Project chronicles oral histories of fire lookouts
By JEREMY WEBER
For the Hungry Horse News
When Beth Hodder was asked in 2016 to help preserve the living history of those who staffed the fire lookouts in Northwest Montana, she had no idea of the great journey that was ahead of her.
As a board member of the Northwest Montana Lookout Association, Hodder already was volunteering her time to help preserve the aging fire lookout towers on mountaintops around the area, but this new project provided a chance to help preserve their history in a different way.
A dozen interviews later, the stories and experiences of the hearty souls who have manned Northwest Montana’s fire lookouts throughout the decades are now being preserved for future generations with the help of the University of Montana’s Mansfield Library.
“When [NWMLA President] Chuck Manning asked me to help with the oral history project, I had no idea what it would entail.
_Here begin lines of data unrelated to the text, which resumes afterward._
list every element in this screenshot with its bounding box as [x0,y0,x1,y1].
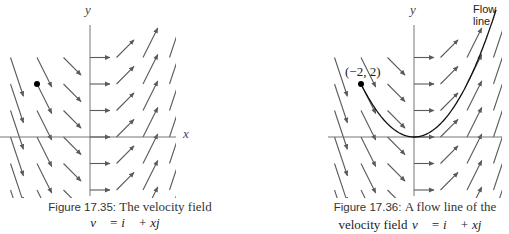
caption-text-2: velocity field [338,217,407,232]
flow-line-label: Flow line [473,3,509,27]
caption-label: Figure 17.36: [334,201,402,213]
figure-17-36: y Flow line (−2, 2) Figure 17.36: A flow… [0,0,509,234]
point-label: (−2, 2) [345,64,381,80]
y-axis-label: y [410,2,416,18]
marked-point [358,81,364,87]
caption-equation: v⃗ = i⃗ + xj⃗ [412,217,492,232]
vector-field-plot-17-36 [0,0,509,200]
caption-text: A flow line of the [405,199,497,214]
figure-caption-17-36: Figure 17.36: A flow line of the velocit… [330,200,500,233]
flow-line-curve [361,10,496,137]
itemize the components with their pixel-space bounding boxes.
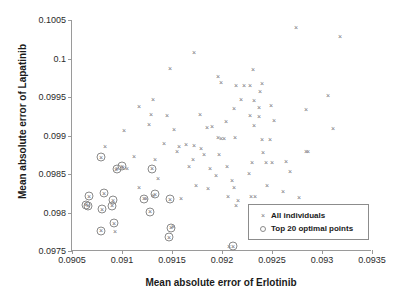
individual-point-marker xyxy=(131,152,138,159)
optimal-point-marker xyxy=(151,190,160,199)
individual-point-marker xyxy=(164,111,171,118)
x-tick-mark xyxy=(72,250,73,254)
y-tick-label: 0.1 xyxy=(53,54,66,64)
individual-point-marker xyxy=(264,181,271,188)
individual-point-marker xyxy=(256,113,263,120)
x-tick-label: 0.0925 xyxy=(258,255,286,265)
individual-point-marker xyxy=(218,79,225,86)
legend-label: Top 20 optimal points xyxy=(271,224,353,233)
y-tick-label: 0.0995 xyxy=(38,92,66,102)
individual-point-marker xyxy=(148,110,155,117)
individual-point-marker xyxy=(269,158,276,165)
individual-point-marker xyxy=(152,155,159,162)
individual-point-marker xyxy=(226,242,233,249)
individual-point-marker xyxy=(161,140,168,147)
individual-point-marker xyxy=(183,140,190,147)
optimal-point-marker xyxy=(108,201,117,210)
x-tick-label: 0.091 xyxy=(111,255,134,265)
optimal-point-marker xyxy=(110,219,119,228)
individual-point-marker xyxy=(287,167,294,174)
optimal-point-marker xyxy=(113,164,122,173)
x-tick-label: 0.092 xyxy=(211,255,234,265)
legend-item-all-individuals: × All individuals xyxy=(249,209,368,222)
individual-point-marker xyxy=(207,164,214,171)
optimal-point-marker xyxy=(148,164,157,173)
individual-point-marker xyxy=(250,65,257,72)
individual-point-marker xyxy=(102,143,109,150)
individual-point-marker xyxy=(283,157,290,164)
individual-point-marker xyxy=(198,144,205,151)
individual-point-marker xyxy=(174,147,181,154)
individual-point-marker xyxy=(251,97,258,104)
individual-point-marker xyxy=(251,121,258,128)
individual-point-marker xyxy=(259,135,266,142)
individual-point-marker xyxy=(201,150,208,157)
individual-point-marker xyxy=(136,184,143,191)
individual-point-marker xyxy=(197,110,204,117)
optimal-point-marker xyxy=(82,200,91,209)
chart-legend: × All individuals Top 20 optimal points xyxy=(248,204,369,240)
x-axis-label: Mean absolute error of Erlotinib xyxy=(71,277,371,288)
individual-point-marker xyxy=(191,49,198,56)
individual-point-marker xyxy=(193,181,200,188)
y-tick-label: 0.098 xyxy=(43,208,66,218)
individual-point-marker xyxy=(259,80,266,87)
optimal-point-marker xyxy=(84,201,93,210)
individual-point-marker xyxy=(337,33,344,40)
individual-point-marker xyxy=(247,112,254,119)
legend-item-top-20-optimal-points: Top 20 optimal points xyxy=(249,222,368,235)
individual-point-marker xyxy=(233,201,240,208)
individual-point-marker xyxy=(330,124,337,131)
x-tick-label: 0.093 xyxy=(311,255,334,265)
x-tick-mark xyxy=(272,250,273,254)
optimal-point-marker xyxy=(85,192,94,201)
individual-point-marker xyxy=(167,64,174,71)
individual-point-marker xyxy=(190,155,197,162)
individual-point-marker xyxy=(186,162,193,169)
optimal-point-marker xyxy=(97,226,106,235)
x-tick-mark xyxy=(222,250,223,254)
y-tick-label: 0.0985 xyxy=(38,169,66,179)
individual-point-marker xyxy=(293,23,300,30)
optimal-point-marker xyxy=(100,189,109,198)
individual-point-marker xyxy=(176,142,183,149)
x-tick-mark xyxy=(172,250,173,254)
individual-point-marker xyxy=(232,134,239,141)
individual-point-marker xyxy=(113,165,120,172)
individual-point-marker xyxy=(205,184,212,191)
individual-point-marker xyxy=(241,82,248,89)
x-tick-label: 0.0915 xyxy=(158,255,186,265)
optimal-point-marker xyxy=(118,162,127,171)
individual-point-marker xyxy=(247,82,254,89)
individual-point-marker xyxy=(204,124,211,131)
individual-point-marker xyxy=(170,223,177,230)
individual-point-marker xyxy=(223,117,230,124)
optimal-point-marker xyxy=(146,207,155,216)
x-tick-label: 0.0935 xyxy=(358,255,386,265)
optimal-point-marker xyxy=(109,196,118,205)
individual-point-marker xyxy=(246,170,253,177)
individual-point-marker xyxy=(224,163,231,170)
y-tick-label: 0.1005 xyxy=(38,15,66,25)
individual-point-marker xyxy=(191,141,198,148)
individual-point-marker xyxy=(296,194,303,201)
individual-point-marker xyxy=(146,120,153,127)
individual-point-marker xyxy=(155,174,162,181)
individual-point-marker xyxy=(218,134,225,141)
individual-point-marker xyxy=(225,193,232,200)
y-axis-label: Mean absolute error of Lapatinib xyxy=(17,6,28,237)
y-tick-label: 0.099 xyxy=(43,131,66,141)
individual-point-marker xyxy=(257,87,264,94)
individual-point-marker xyxy=(178,194,185,201)
individual-point-marker xyxy=(124,164,131,171)
x-tick-mark xyxy=(122,250,123,254)
individual-point-marker xyxy=(209,123,216,130)
x-tick-mark xyxy=(322,250,323,254)
scatter-plot-figure: 0.09750.0980.09850.0990.09950.10.1005 0.… xyxy=(0,0,394,303)
individual-point-marker xyxy=(150,191,157,198)
individual-point-marker xyxy=(171,126,178,133)
individual-point-marker xyxy=(231,184,238,191)
individual-point-marker xyxy=(305,147,312,154)
individual-point-marker xyxy=(268,102,275,109)
individual-point-marker xyxy=(221,134,228,141)
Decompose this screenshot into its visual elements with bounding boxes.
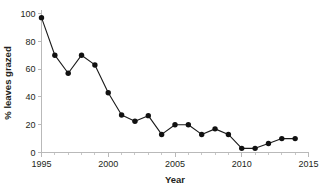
data-point <box>292 136 297 141</box>
x-tick-label: 2015 <box>298 159 318 169</box>
data-point <box>146 113 151 118</box>
data-point <box>106 90 111 95</box>
data-point <box>239 146 244 151</box>
y-axis-ticks <box>38 14 42 153</box>
data-series-markers <box>39 15 298 151</box>
data-point <box>132 119 137 124</box>
y-axis-title: % leaves grazed <box>2 46 13 120</box>
y-tick-label: 40 <box>25 92 35 102</box>
data-point <box>39 15 44 20</box>
data-point <box>66 71 71 76</box>
data-point <box>52 53 57 58</box>
x-tick-label: 2010 <box>232 159 252 169</box>
chart-container: 020406080100 19952000200520102015 % leav… <box>0 0 319 193</box>
data-point <box>279 136 284 141</box>
y-tick-label: 80 <box>25 37 35 47</box>
line-chart: 020406080100 19952000200520102015 % leav… <box>0 0 319 193</box>
data-point <box>252 146 257 151</box>
x-tick-label: 2005 <box>165 159 185 169</box>
x-tick-label: 2000 <box>98 159 118 169</box>
data-point <box>79 53 84 58</box>
x-axis-title: Year <box>165 174 185 185</box>
data-point <box>212 126 217 131</box>
y-tick-label: 20 <box>25 120 35 130</box>
data-point <box>119 112 124 117</box>
data-series-line <box>42 18 296 149</box>
data-point <box>172 122 177 127</box>
y-axis-tick-labels: 020406080100 <box>20 9 35 158</box>
y-tick-label: 100 <box>20 9 35 19</box>
data-point <box>199 132 204 137</box>
y-tick-label: 0 <box>30 148 35 158</box>
x-tick-label: 1995 <box>31 159 51 169</box>
x-axis-tick-labels: 19952000200520102015 <box>31 159 318 169</box>
y-tick-label: 60 <box>25 64 35 74</box>
data-point <box>92 62 97 67</box>
data-point <box>159 132 164 137</box>
data-point <box>226 132 231 137</box>
x-axis-ticks <box>42 153 309 157</box>
data-point <box>266 141 271 146</box>
data-point <box>186 122 191 127</box>
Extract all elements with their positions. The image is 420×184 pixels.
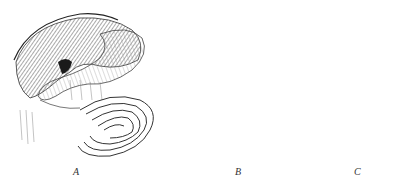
panel-label-a: A [73, 166, 79, 177]
panel-a-drawing [14, 14, 153, 157]
anatomical-illustration [0, 0, 420, 184]
panel-label-c: C [354, 166, 361, 177]
panel-label-b: B [235, 166, 241, 177]
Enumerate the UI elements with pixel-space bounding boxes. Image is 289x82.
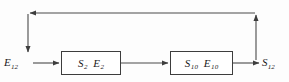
block-stage-2-right-subscript: 10 — [211, 63, 218, 71]
block-stage-1[interactable]: S2 E2 — [61, 51, 121, 75]
output-node-label: S12 — [262, 57, 275, 68]
block-stage-1-right-subscript: 2 — [101, 63, 105, 71]
block-stage-2-label: S10 E10 — [185, 58, 218, 69]
input-node-subscript: 12 — [11, 63, 18, 71]
block-stage-1-left-subscript: 2 — [84, 63, 88, 71]
block-stage-2-left-symbol: S — [185, 57, 191, 69]
output-node-symbol: S — [262, 56, 268, 68]
input-node-symbol: E — [4, 56, 11, 68]
output-node-subscript: 12 — [268, 63, 275, 71]
block-stage-1-label: S2 E2 — [78, 58, 104, 69]
block-stage-2-left-subscript: 10 — [191, 63, 198, 71]
block-stage-1-left-symbol: S — [78, 57, 84, 69]
block-stage-2-right-symbol: E — [204, 57, 211, 69]
block-flow-diagram: E12 S2 E2 S10 E10 S12 — [0, 0, 289, 82]
block-stage-2[interactable]: S10 E10 — [170, 51, 233, 75]
block-stage-1-right-symbol: E — [93, 57, 100, 69]
input-node-label: E12 — [4, 57, 18, 68]
diagram-canvas — [0, 0, 289, 82]
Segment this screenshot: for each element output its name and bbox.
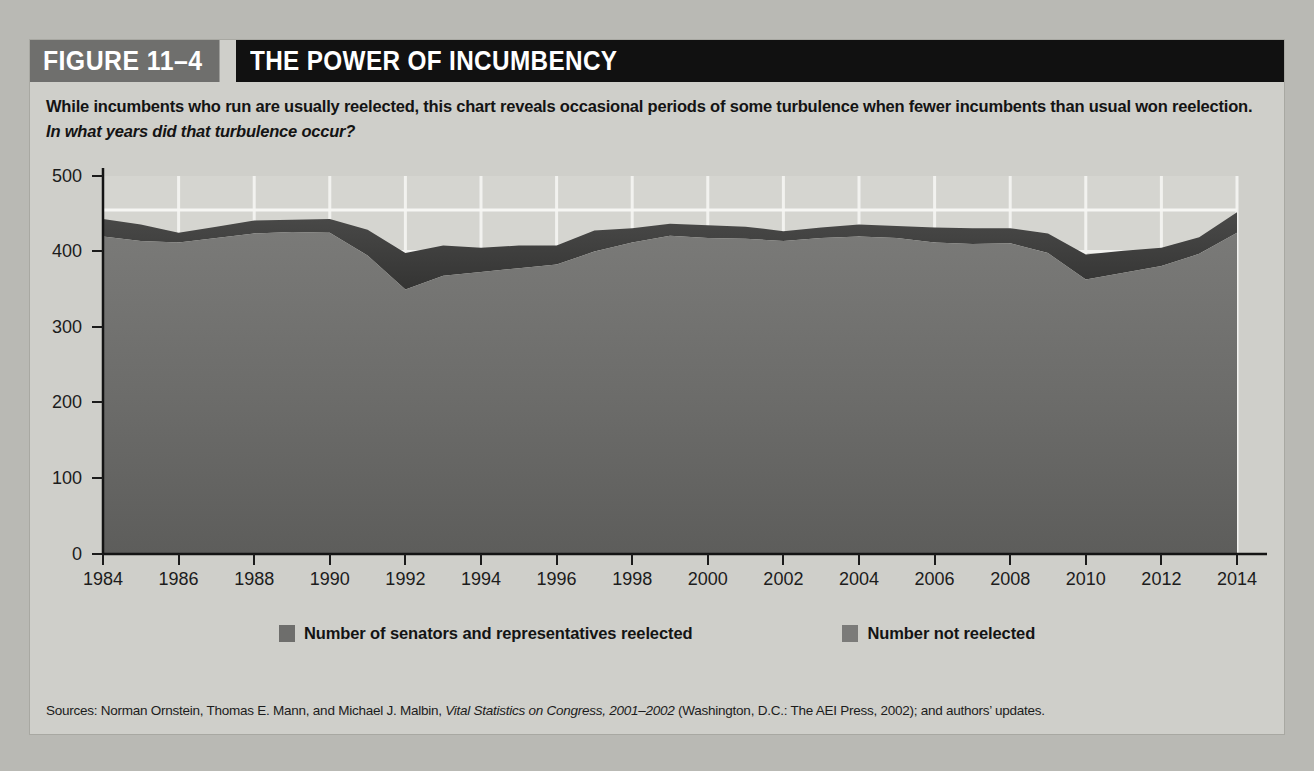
subtitle-question: In what years did that turbulence occur? — [46, 122, 355, 140]
x-axis-tick-mark — [707, 554, 709, 565]
subtitle-statement: While incumbents who run are usually ree… — [46, 97, 1252, 115]
area-chart — [30, 156, 1284, 616]
legend-label: Number not reelected — [867, 624, 1035, 643]
x-axis-tick-label: 1994 — [461, 569, 501, 590]
x-axis-tick-mark — [934, 554, 936, 565]
y-axis-tick-mark — [92, 326, 103, 328]
figure-subtitle: While incumbents who run are usually ree… — [30, 82, 1284, 150]
x-axis-tick-label: 1988 — [234, 569, 274, 590]
x-axis-tick-label: 1990 — [310, 569, 350, 590]
y-axis-tick-label: 100 — [38, 467, 82, 488]
x-axis-tick-label: 2000 — [688, 569, 728, 590]
y-axis-tick-mark — [92, 401, 103, 403]
y-axis-tick-mark — [92, 250, 103, 252]
x-axis-tick-mark — [480, 554, 482, 565]
figure-header: FIGURE 11–4 THE POWER OF INCUMBENCY — [30, 40, 1284, 82]
y-axis-tick-label: 300 — [38, 316, 82, 337]
chart-legend: Number of senators and representatives r… — [30, 624, 1284, 643]
legend-item: Number of senators and representatives r… — [279, 624, 693, 643]
x-axis-tick-label: 1996 — [537, 569, 577, 590]
y-axis-tick-label: 500 — [38, 165, 82, 186]
area-reelected — [103, 231, 1237, 553]
source-suffix: (Washington, D.C.: The AEI Press, 2002);… — [675, 703, 1045, 718]
x-axis-tick-mark — [631, 554, 633, 565]
y-axis-tick-label: 0 — [38, 543, 82, 564]
x-axis-tick-mark — [102, 554, 104, 565]
x-axis-tick-label: 1984 — [83, 569, 123, 590]
source-title: Vital Statistics on Congress, 2001–2002 — [445, 703, 674, 718]
legend-label: Number of senators and representatives r… — [304, 624, 693, 643]
x-axis-tick-mark — [253, 554, 255, 565]
x-axis-tick-mark — [1236, 554, 1238, 565]
x-axis-tick-mark — [1009, 554, 1011, 565]
x-axis-tick-mark — [782, 554, 784, 565]
y-axis-tick-label: 400 — [38, 241, 82, 262]
x-axis-tick-mark — [858, 554, 860, 565]
legend-swatch-icon — [279, 625, 295, 642]
x-axis-tick-label: 2010 — [1066, 569, 1106, 590]
x-axis-tick-label: 2002 — [763, 569, 803, 590]
y-axis-tick-mark — [92, 175, 103, 177]
x-axis-tick-label: 2008 — [990, 569, 1030, 590]
figure-source: Sources: Norman Ornstein, Thomas E. Mann… — [46, 702, 1268, 720]
x-axis-tick-label: 1992 — [385, 569, 425, 590]
x-axis-tick-label: 2012 — [1141, 569, 1181, 590]
figure-number: FIGURE 11–4 — [30, 40, 219, 82]
x-axis-tick-mark — [556, 554, 558, 565]
x-axis-tick-mark — [1085, 554, 1087, 565]
y-axis-tick-label: 200 — [38, 392, 82, 413]
x-axis-tick-mark — [404, 554, 406, 565]
x-axis-tick-label: 2006 — [915, 569, 955, 590]
legend-item: Number not reelected — [842, 624, 1035, 643]
figure-panel: FIGURE 11–4 THE POWER OF INCUMBENCY Whil… — [30, 40, 1284, 734]
y-axis-tick-mark — [92, 477, 103, 479]
chart-plot-area: 0100200300400500198419861988199019921994… — [30, 156, 1284, 616]
x-axis-tick-mark — [1160, 554, 1162, 565]
figure-title: THE POWER OF INCUMBENCY — [236, 40, 1284, 82]
x-axis-tick-label: 2014 — [1217, 569, 1257, 590]
x-axis-tick-label: 2004 — [839, 569, 879, 590]
source-prefix: Sources: Norman Ornstein, Thomas E. Mann… — [46, 703, 445, 718]
figure-title-text: THE POWER OF INCUMBENCY — [250, 46, 617, 77]
x-axis-tick-mark — [329, 554, 331, 565]
x-axis-tick-mark — [178, 554, 180, 565]
legend-swatch-icon — [842, 625, 858, 642]
x-axis-tick-label: 1998 — [612, 569, 652, 590]
x-axis-tick-label: 1986 — [159, 569, 199, 590]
I just took it from the ground up and went running with it,” Hodder said. “It was a little intimidating at first, as I had never interviewed anyone before, but I have now interviewed a dozen people who worked in lookouts across Northwest Montana and collected all of their amazing stories to share with everyone.”
THE STORIES chronicle the experiences of those who came from a variety of backgrounds to help a watchful eye on Northwest Montana’s forests.
From Joe and Becky Osborn, the couple who spent their honeymoon manning the Spotted Bear Lookout in the Flathead National Forest in the summer of 1948, to Ivan O’Neil, who lied about his age to take a job with the National Forest Service before becoming a lookout on Pioneer Ridge in 1945, to C. Kjell Petersen, whose lookout tower on Snow Peak was struck by lightning three times in one afternoon, the stories are as varied as they are fascinating.
“I just remember the place would just light up and instantly it was just like a shotgun went off by your ear,” Petersen said of his close encounter with lightning. “I call it a ‘see God’ moment, because it was just like, whoa, that is a lot of power just a few feet above your head. Fortunately, everything was well-grounded.”
Gene Miller was inside the Blue Mountain lookout when a lightning strike took out his phone.
“It just went kaboom! I looked inside. It was all melted,” Miller recalled about the phone in his interview with Hodder. “It was just, just totally destroyed. And so I thought, ‘Well, what am I going to do now?’ I haven’t got any communication.”
WHILE MANY of the stories collected pertain to lookouts that still stand, many are the last remembrances of structures that have long been lost, including several stories from Hank Mader, who helped the National Forest Service burn lookout towers that had become unusable over the years. Many of his photos of burning lookouts are the last images of the structures.
In 2016, Julia Osborn told Hodder the story of her father, Joe Osborn. Born in Indiana in 1911, he attended Perdue before the outbreak of World War II. A Quaker and conscientious objector, Joe joined the Civilian Public Service and, despite his intense fear of heights, was put to work as a smokejumper in Missoula. Given the nickname “Pappy” by the other, younger smokejumpers, Joe returned home after the war to become a professor at Lehigh University. It was while working there that Joe met and married Julia’s mother, Rebecca McNees, and the couple made the decision to honeymoon while staffing the Spotted Bear Lookout. It was there that Joe took dozens of photographs.
“It was a thrill to get Joe Osborn’s beautiful black and white photographs. He was an amazing photographer.”
With more than 15 hours of audio and many hours of video now collected by Hodder, the files of the Northwest Montana Lookout Association’s Oral History Project’s audio files, transcripts and images are available for download from University of Montana Mansfield Library.
To date, the online collection has received more than 700 visitors from across the globe with the audio files having been downloaded or streamed more than 450 times.
As for Hodder and her collection of history, the search continues for more stories.
“It has been very interesting being able to talk with all of these people,” she said. “Their backgrounds and stories are so different from each other. The stories we have shared with us are just fascinating.”